Molar Mass and Mole Calculations
The molar mass (g/mol) converts between the mass of a substance and the number of moles — the chemist's counting unit for atoms and molecules.
Calculating Molar Mass
M = Σ (number of atoms × atomic mass)
Water (H₂O):
2 × H (1.008) + 1 × O (16.00) = 18.016 g/mol
Glucose (C₆H₁₂O₆):
6×12.011 + 12×1.008 + 6×16.00 = 180.16 g/mol
Mole Conversions
n = m / M (moles from mass)
m = n × M (mass from moles)
N = n × Nₐ (number of molecules)
Nₐ = 6.022×10²³ mol⁻¹ (Avogadro's number)
100g of NaCl (M=58.44 g/mol):
n = 100/58.44 = 1.71 mol
N = 1.71 × 6.022×10²³ = 1.03×10²⁴ molecules
Common Molar Masses (g/mol)
- H₂O (water): 18.02
- CO₂ (carbon dioxide): 44.01
- NaCl (salt): 58.44
- C₆H₁₂O₆ (glucose): 180.16
- CaCO₃ (calcium carbonate): 100.09
- H₂SO₄ (sulfuric acid): 98.08
Calculate molar mass: Free Molar Mass Calculator
Common Molar Masses Quick-Reference Table
| Compound | Formula | Molar Mass (g/mol) |
|---|---|---|
| Water | H₂O | 18.015 |
| Carbon dioxide | CO₂ | 44.010 |
| Glucose | C₆H₁₂O₆ | 180.16 |
| Sodium chloride | NaCl | 58.44 |
| Ethanol | C₂H₅OH | 46.07 |
| Caffeine | C₈H₁₀N₄O₂ | 194.19 |
| Aspirin | C₉H₈O₄ | 180.16 |
How Molar Mass Works
Molar mass is the mass of one mole (6.022×10²³ units) of a substance, in grams per mole. It numerically equals the substance's atomic or molecular weight in atomic mass units (u). For an element, molar mass = atomic weight from the periodic table. For a compound, sum the atomic masses of all atoms: M(H₂O) = 2(1.008) + 15.999 = 18.015 g/mol.

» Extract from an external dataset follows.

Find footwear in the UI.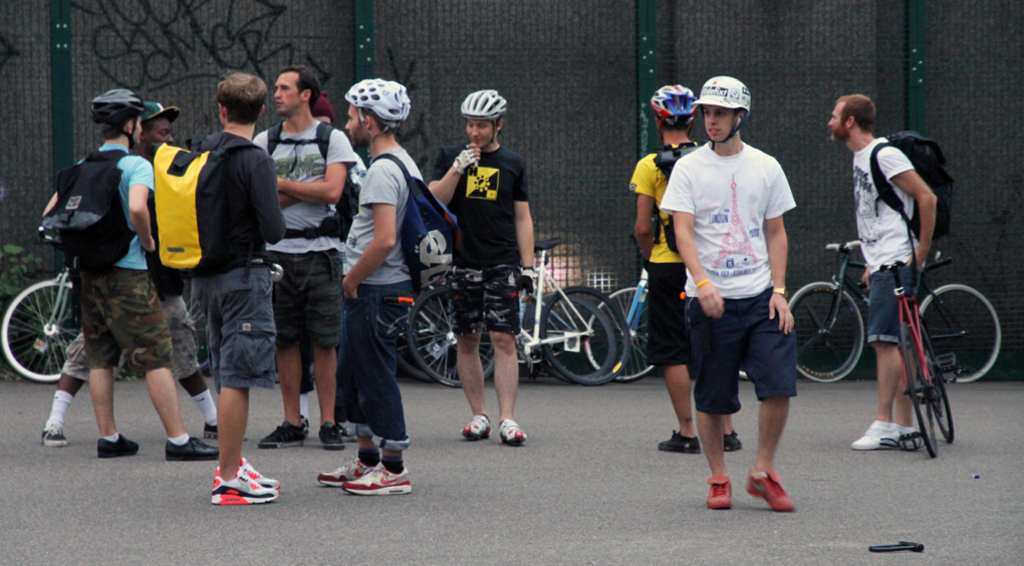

Molar mass converts between the macroscopic (grams) and microscopic (molecules, atoms) worlds. n = m/M gives moles from mass; N = n × Nₐ gives number of molecules. In pharmaceutical manufacturing, precise molar mass calculations determine drug dosages. In stoichiometry, it allows calculation of theoretical yields from balanced equations.
Common Mistakes
- Using integer atomic masses: H = 1, O = 16 are rough approximations. Use 1.008 and 15.999 for precise results (especially in analytical chemistry).
- Miscounting atoms in complex formulas: Ca(OH)₂ has 1 Ca, 2 O, and 2 H — the subscript outside the parenthesis multiplies everything inside.

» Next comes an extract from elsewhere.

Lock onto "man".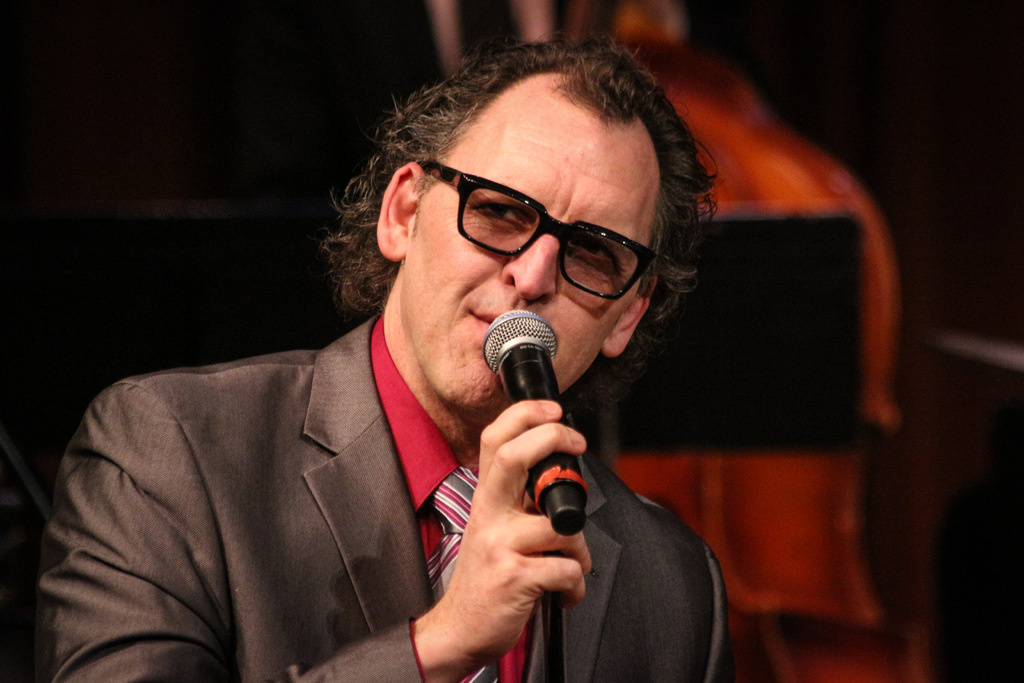
Locked: pyautogui.locateOnScreen(38, 29, 729, 682).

- Confusing molar mass with molarity: Molar mass is g/mol (a property of a substance). Molarity is mol/L (a concentration — depends on how much is dissolved in solution).

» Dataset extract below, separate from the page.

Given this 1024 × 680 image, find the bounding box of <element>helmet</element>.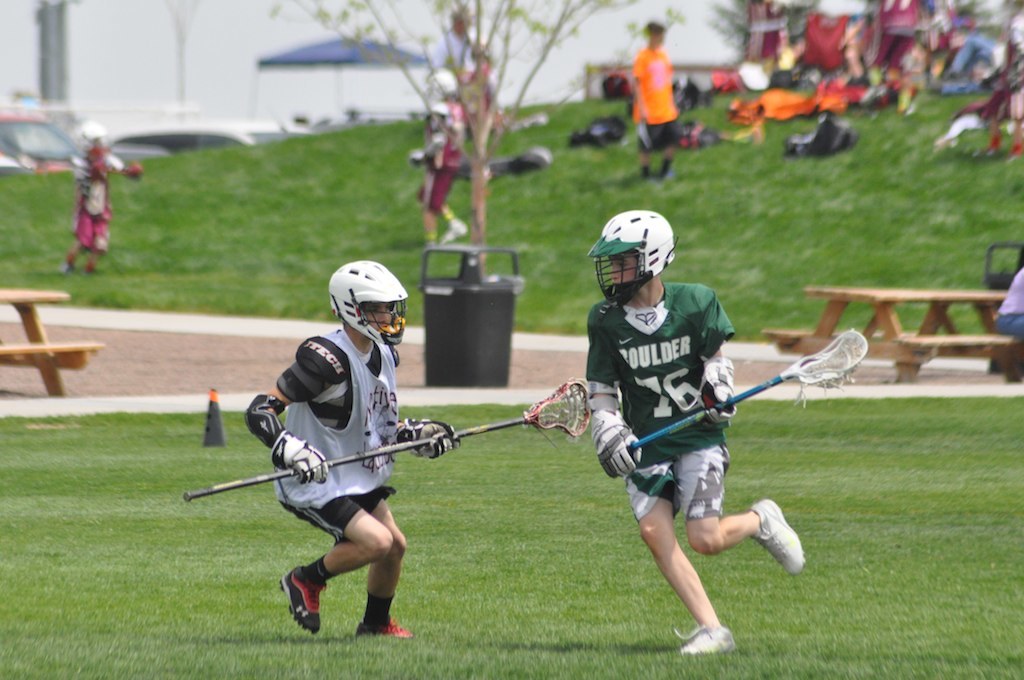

Frequently Asked Questions
They are numerically identical but differ in units: molecular weight (or relative molecular mass) is dimensionless (the ratio of molecular mass to 1/12 of C-12 mass). Molar mass has units of g/mol. In practice, chemists use them interchangeably — both equal the sum of atomic masses in the formula.
N = (m/M) × Nₐ, where m is the sample mass in grams, M is molar mass in g/mol, and Nₐ = 6.022×10²³ mol⁻¹ (Avogadro's number). Example: 18 g of water = 1 mol = 6.022×10²³ molecules. 9 g = 0.5 mol = 3.011×10²³ molecules.
Natural elements are mixtures of isotopes with different masses. The standard atomic weight is the weighted average: chlorine is 75.77% ³⁵Cl (34.969 u) and 24.23% ³⁷Cl (36.966 u), giving a weighted average of 35.45 g/mol. Stable isotope ratios can shift slightly by geography, which is why ultra-precise analytical chemistry uses isotope-specific masses.